Mosley ceded to the Formula One Teams Association's insistence that a voluntary 40-million pound ($75.8 million Canadian) budget cap from next season would be scrapped.
Instead a watered down agreement over cost-cutting was agreed by Mosley and the FOTA members – Ferrari, McLaren, BMW Sauber, Renault, Toyota, Red Bull, Toro Rosso and Brawn GP.
"There will be no split. We have agreed to a reduction of costs," Mosley said. "There will be one F1 championship, but the objective is to get back to the spending levels of the early '90s within two years."
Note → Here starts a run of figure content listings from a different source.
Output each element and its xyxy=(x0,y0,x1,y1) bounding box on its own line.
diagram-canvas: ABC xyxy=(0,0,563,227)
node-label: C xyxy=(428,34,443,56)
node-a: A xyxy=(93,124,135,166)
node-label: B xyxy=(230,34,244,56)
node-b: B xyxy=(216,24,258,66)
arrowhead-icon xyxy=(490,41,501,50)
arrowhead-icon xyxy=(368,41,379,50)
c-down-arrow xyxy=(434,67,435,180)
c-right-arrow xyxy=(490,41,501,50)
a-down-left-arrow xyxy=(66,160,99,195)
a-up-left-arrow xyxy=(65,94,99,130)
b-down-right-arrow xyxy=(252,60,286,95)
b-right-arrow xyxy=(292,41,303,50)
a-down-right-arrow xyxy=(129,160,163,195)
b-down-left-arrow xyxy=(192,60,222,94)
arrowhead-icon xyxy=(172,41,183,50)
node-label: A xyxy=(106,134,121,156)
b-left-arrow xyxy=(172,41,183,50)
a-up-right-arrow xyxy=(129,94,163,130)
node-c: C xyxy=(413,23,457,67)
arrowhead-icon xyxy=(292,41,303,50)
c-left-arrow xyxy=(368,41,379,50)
Mosley said the deal still maintains the "financial viability" of teams which he had been targeting with the initial cap. As part of the agreement, existing teams must help new outfits with their engines and chassis.
Mosley has been the president of the FIA, the international automobile federation which governs Formula One, since 1993. Despite his leadership style being criticized as too autocratic and being blamed by many of the teams for precipitating the split between FOTA and the FIA, Mosley announced over the weekend that he was seriously considering running for a fifth term.
"I will not be up for re-election; now we have peace," Mosley said at FIA's Paris headquarters.
"This for me is an enormous relief," he added referring to "personal difficulties" he has faced.
His son, Alexander Mosley, was found dead at his luxury apartment on May 5 after an accidental drug overdose.
The 69-year-old FIA president, the son of former British fascist leader Oswald Mosley, was at the centre of a media frenzy last year when a tabloid newspaper reported he took part in a sadomasochistic orgy with five prostitutes in London. A video of the incident was widely circulated on the Internet.
Mosley successfully sued the News of the World for invasion of privacy.
The episode brought calls for Mosley's ouster as FIA president, but he won an overwhelming vote of confidence to stay on.